I went to a party recently, and the host provided the food. At the end of the party, there was an awful lot left over, and my understanding is that most of it went to waste.

I had a thought when this was happening: if I was the host, why not keep track of how much food my guests actually ate, and try adjusting the amount of food at my next party to match?

The host was not a rationalist, as I suspect most hosts aren't, but upon researching the issue, it doesn't seem as if there's a widespread solution.

There are charities that focus on "recycling" food waste, and there are plenty of suggestions for how much food to bring to parties of various size, and yet I still have the experience of purchasing/preparing far too much food for parties, and almost every party I go to has far too much food available.

What exactly is going on, and how can it be made better? It seems to me as if this is a reasonably low-hanging fruit - getting people to properly estimate how much food people actually consume at parties in order to reduce food waste. It's the sort of calculation any restaurant with an all-you-can-eat buffet has clearly made in order to determine their price point.

Is this a publicity issue, that people don't realize they can optimize the amount of food they purchase and prepare? Or is it psychological, related to akrasia or a bias? I've been told that a host's greatest fear is that they run out of food, but why? Is the way to attack this problem through exposing that fear as unfounded?

This is one of the first external questions I've considered, since committing fully to instrumental rationality.

I'd like to hear everyone's thoughts on the matter.

Thanks.

TL;DR:

Why do people waste food at parties? Is this a solvable problem?
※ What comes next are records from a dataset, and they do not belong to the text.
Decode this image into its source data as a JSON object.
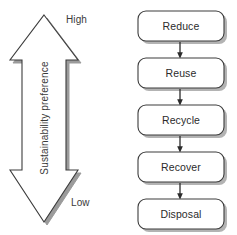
{
  "figure": {
    "width": 237,
    "height": 235,
    "background_color": "#ffffff"
  },
  "scale_arrow": {
    "name": "sustainability-preference-scale",
    "axis_title": "Sustainability preference",
    "top_label": "High",
    "bottom_label": "Low",
    "direction": "double-headed-vertical",
    "fill_color": "#ffffff",
    "stroke_color": "#3c3c3c",
    "shadow_color": "#9b9b9b"
  },
  "flow": {
    "name": "waste-hierarchy-flow",
    "orientation": "vertical-top-to-bottom",
    "box_fill_color": "#ffffff",
    "box_stroke_color": "#3c3c3c",
    "box_shadow_color": "#b0b0b0",
    "connector_color": "#2b2b2b",
    "steps": [
      {
        "label": "Reduce",
        "rank": 1
      },
      {
        "label": "Reuse",
        "rank": 2
      },
      {
        "label": "Recycle",
        "rank": 3
      },
      {
        "label": "Recover",
        "rank": 4
      },
      {
        "label": "Disposal",
        "rank": 5
      }
    ],
    "connector_count": 4
  }
}
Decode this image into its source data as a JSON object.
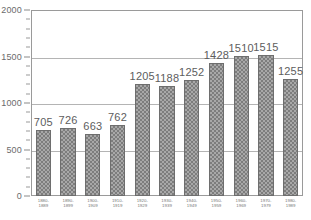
{
  "chart_data": {
    "type": "bar",
    "title": "",
    "subtitle": "",
    "xlabel": "",
    "ylabel": "",
    "categories": [
      "1880-1889",
      "1890-1899",
      "1900-1909",
      "1910-1919",
      "1920-1929",
      "1930-1939",
      "1940-1949",
      "1950-1959",
      "1960-1969",
      "1970-1979",
      "1980-1989"
    ],
    "category_lines": [
      [
        "1880-",
        "1889"
      ],
      [
        "1890-",
        "1899"
      ],
      [
        "1900-",
        "1909"
      ],
      [
        "1910-",
        "1919"
      ],
      [
        "1920-",
        "1929"
      ],
      [
        "1930-",
        "1939"
      ],
      [
        "1940-",
        "1949"
      ],
      [
        "1950-",
        "1959"
      ],
      [
        "1960-",
        "1969"
      ],
      [
        "1970-",
        "1979"
      ],
      [
        "1980-",
        "1989"
      ]
    ],
    "values": [
      705,
      726,
      663,
      762,
      1205,
      1188,
      1252,
      1428,
      1510,
      1515,
      1255
    ],
    "value_labels": [
      "705",
      "726",
      "663",
      "762",
      "1205",
      "1188",
      "1252",
      "1428",
      "1510",
      "1515",
      "1255"
    ],
    "ylim": [
      0,
      2000
    ],
    "ytick_labels": [
      "0",
      "500",
      "1000",
      "1500",
      "2000"
    ],
    "ytick_values": [
      0,
      500,
      1000,
      1500,
      2000
    ],
    "yminor_step": 100,
    "grid": true,
    "gridlines_at": [
      500,
      1000,
      1500
    ],
    "legend": null,
    "legend_position": "none",
    "colors": {
      "bar_fill": "#a8a8a8",
      "bar_hatch": "#7d7d7d",
      "bar_edge": "#6e6e6e",
      "grid": "#b4b4b4",
      "frame": "#9a9a9a",
      "axis_text": "#6b6b6b",
      "value_text": "#5d5d5d",
      "background": "#ffffff"
    }
  }
}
Comment author: Viliam 13 July 2016 07:58:13AM *  0 points [-]

why not keep track of how much food my guests actually ate, and try adjusting the amount of food at my next party to match?

I guess there is not a fixed amount of food brought per guest, but rather a random distribution. The host's goal is not to make sure that the average "food brought" equals the average "food desired", but rather that with, say, 95% probability the current "food brought" is at least 90% of "food desired" (feel free to change the numbers to fit your experience). Also, the host is hedging against the possibility that the few guests who usually come with hands full of food, suddenly can't come or for some random reason come empty-handed.

There are charities that focus on "recycling" food waste

I guess the best way to improve the world is to have a list of such charities in your neighborhood ready in a printed form, and give it to the host if they are interested.

Comment author: gjm 13 July 2016 09:56:16AM -2 points [-]

I agree with all that and would add:

  • "Too much food" is a much less fun-killing failure mode than "Not enough food".
  • You'd like guests to have a decent choice of things to eat even at the start when not so much has been brought and at the end when lots has been eaten. In particular, plenty of choice at the end of the party => lots of food left over.
  • At least some party food keeps well and serves nicely as snack food, so if you have too much you just eat it later. (Or maybe bring it to another party. Check those best-before dates!)
  • Having too much food kinda suggests "this person has lots of generous friends and/or limitless resources" whereas having too little kinda suggests "this person has no generous friends and is in financial trouble". Which message would you rather be sending to your party guests?
  • The wastage isn't super-expensive anyway. What fraction of your income do you spend on party food?